Imagine the pliable psyche of a two-year-old and how the colossus of the night
sky can gnarl it. I hated going outside after sundown on a cloudless night. The moon was a massive shimmering face hovering amid the pitch
black void. He was motionless, sure, but could lunge at any moment. His
expression seemed tranquil, of course, but he was long to gnash his teeth. If I
absolutely had to be outside on a moonlit night I'd run from beneath the security
of a roof to the nearest asylum. No matter how fast I moved I could never
outpace the moon. Even travelling 55 mph in the backseat of the family station
wagon was an impotent crack at escape. The moon followed me. He departed the
Lycoming County Mall when I did, traveled at my exact pace west on Route 220,
and arrived at 415 Woodside Avenue the exact second the car parked in the
garage. He perched above while I darted to the front door. He lingered outside
my bedroom window, glaring, until morning when the sun steered him back
behind Eagle Mountain. "He sees you when you're sleeping." Yeah, and
he knows when I'm awake too…sometimes he escapes the nighttime and appears DURING
THE DAY.
As I aged I understood that the moon was nothing but a
giant boulder captured in the earth’s gravitation pull while it traveled ‘round and
‘round the globe—a kind of perfectly controlled chaos dictated by physics. The moon did
not glow itself; the lunar surface reflected the sun’s rays. The face was not a
face at all, rather craters arranged in such a way to deceive a young child
into believing a cheerless pair of eyes surveyed ones’ every move. (The human brain
is programmed by biology to recognize faces in patterns, you see.) The moon did
not follow me—instead I was fooled by an optical illusion. What was once an
ominous watchdog in the heavens had become a darn rock. I played with rocks in
the driveway; the moon was just bigger and higher up.

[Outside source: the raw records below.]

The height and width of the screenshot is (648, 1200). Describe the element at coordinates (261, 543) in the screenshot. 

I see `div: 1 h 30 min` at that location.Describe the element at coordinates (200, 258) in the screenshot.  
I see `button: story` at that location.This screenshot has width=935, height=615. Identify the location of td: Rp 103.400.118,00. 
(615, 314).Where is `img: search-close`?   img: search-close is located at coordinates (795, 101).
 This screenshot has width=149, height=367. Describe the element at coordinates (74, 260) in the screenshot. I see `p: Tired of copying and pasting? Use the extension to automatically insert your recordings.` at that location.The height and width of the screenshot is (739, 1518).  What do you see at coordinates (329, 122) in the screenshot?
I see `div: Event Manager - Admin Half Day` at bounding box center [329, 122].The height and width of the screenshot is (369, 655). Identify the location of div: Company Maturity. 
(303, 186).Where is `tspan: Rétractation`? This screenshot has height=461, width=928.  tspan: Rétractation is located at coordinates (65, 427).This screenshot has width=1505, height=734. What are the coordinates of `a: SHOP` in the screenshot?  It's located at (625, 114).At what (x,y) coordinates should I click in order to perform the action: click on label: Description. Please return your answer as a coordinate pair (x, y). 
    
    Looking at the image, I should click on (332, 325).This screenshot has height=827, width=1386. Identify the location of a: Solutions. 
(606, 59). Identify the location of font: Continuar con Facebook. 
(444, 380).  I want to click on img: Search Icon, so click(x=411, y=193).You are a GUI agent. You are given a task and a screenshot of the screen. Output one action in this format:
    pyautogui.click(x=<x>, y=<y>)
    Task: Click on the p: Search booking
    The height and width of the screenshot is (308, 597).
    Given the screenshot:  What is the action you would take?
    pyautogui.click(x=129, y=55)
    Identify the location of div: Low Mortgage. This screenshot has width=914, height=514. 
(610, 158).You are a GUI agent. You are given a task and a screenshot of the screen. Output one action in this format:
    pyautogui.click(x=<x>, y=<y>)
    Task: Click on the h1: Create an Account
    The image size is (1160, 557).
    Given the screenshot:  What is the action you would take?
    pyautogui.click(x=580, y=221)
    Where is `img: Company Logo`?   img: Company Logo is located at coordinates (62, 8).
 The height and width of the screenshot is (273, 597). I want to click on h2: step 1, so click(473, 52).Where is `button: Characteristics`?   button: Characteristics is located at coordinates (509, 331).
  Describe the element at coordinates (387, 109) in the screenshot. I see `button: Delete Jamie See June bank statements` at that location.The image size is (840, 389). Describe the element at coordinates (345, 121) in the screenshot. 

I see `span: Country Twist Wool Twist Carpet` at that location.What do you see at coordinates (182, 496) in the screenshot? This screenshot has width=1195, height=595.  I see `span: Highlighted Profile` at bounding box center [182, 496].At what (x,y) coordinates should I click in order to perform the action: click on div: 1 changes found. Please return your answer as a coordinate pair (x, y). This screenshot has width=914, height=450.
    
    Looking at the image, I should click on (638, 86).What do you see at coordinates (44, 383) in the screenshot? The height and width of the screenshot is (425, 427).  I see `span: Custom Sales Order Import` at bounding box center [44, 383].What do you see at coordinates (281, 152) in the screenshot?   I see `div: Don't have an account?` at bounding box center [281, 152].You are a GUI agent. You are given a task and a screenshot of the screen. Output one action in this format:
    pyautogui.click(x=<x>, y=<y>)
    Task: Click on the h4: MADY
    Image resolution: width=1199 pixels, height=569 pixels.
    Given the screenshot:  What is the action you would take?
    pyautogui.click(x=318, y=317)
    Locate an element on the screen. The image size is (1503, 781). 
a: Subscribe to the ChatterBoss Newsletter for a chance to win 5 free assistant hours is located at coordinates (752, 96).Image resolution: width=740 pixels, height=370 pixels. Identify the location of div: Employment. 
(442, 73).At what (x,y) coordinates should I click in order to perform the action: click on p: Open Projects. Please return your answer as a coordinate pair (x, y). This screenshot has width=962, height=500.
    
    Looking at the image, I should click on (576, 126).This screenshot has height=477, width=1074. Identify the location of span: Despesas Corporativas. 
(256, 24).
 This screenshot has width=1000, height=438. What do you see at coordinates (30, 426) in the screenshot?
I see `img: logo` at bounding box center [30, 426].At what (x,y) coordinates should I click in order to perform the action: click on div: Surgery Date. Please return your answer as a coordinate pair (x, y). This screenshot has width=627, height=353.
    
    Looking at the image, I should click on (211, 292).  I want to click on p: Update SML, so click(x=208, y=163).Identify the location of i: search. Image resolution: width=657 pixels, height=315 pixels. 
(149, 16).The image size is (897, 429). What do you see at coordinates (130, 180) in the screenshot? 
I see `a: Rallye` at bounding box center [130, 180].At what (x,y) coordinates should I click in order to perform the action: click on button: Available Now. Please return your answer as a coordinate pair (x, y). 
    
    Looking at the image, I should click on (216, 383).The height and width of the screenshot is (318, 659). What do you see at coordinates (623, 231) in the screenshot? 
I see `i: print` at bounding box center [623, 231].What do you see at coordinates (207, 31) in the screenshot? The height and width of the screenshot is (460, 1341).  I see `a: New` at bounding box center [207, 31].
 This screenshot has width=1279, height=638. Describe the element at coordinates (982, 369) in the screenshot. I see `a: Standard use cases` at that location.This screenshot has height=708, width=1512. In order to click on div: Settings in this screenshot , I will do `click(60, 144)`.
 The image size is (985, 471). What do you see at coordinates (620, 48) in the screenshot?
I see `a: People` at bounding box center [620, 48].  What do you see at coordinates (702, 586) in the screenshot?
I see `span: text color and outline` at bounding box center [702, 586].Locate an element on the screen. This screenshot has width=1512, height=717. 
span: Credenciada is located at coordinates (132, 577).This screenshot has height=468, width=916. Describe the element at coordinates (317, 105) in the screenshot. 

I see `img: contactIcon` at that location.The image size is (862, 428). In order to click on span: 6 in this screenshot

A thought occurred to me recently on a cloudless
night when the moon was nowhere to be seen. What if I've been wrong for the last 30+ years? What is the
moon is alive? What if he's everything I thought he was when I was a child? What
if he finally outpaced the car and caught up to me? Shit! What if that explained his absence in the
sky? What if he's waiting for me right now, poised behind the bushes with a
carving knife? What if he’s come to harvest this faithless child because I
stopped believing in his authority? What if he’s hiding in my closet with piano
wire measured to fit the circumference of an adult neck? What if he’s come to lead me
by the hand to the rusty meat hook? What if he doesn’t come to call tonight, but he
isn’t in the sky again tomorrow and all the “what ifs?” ricochet about my head
again and again—every night until no nights remain?
No Matt, it’s just a rock. Just a darn rock.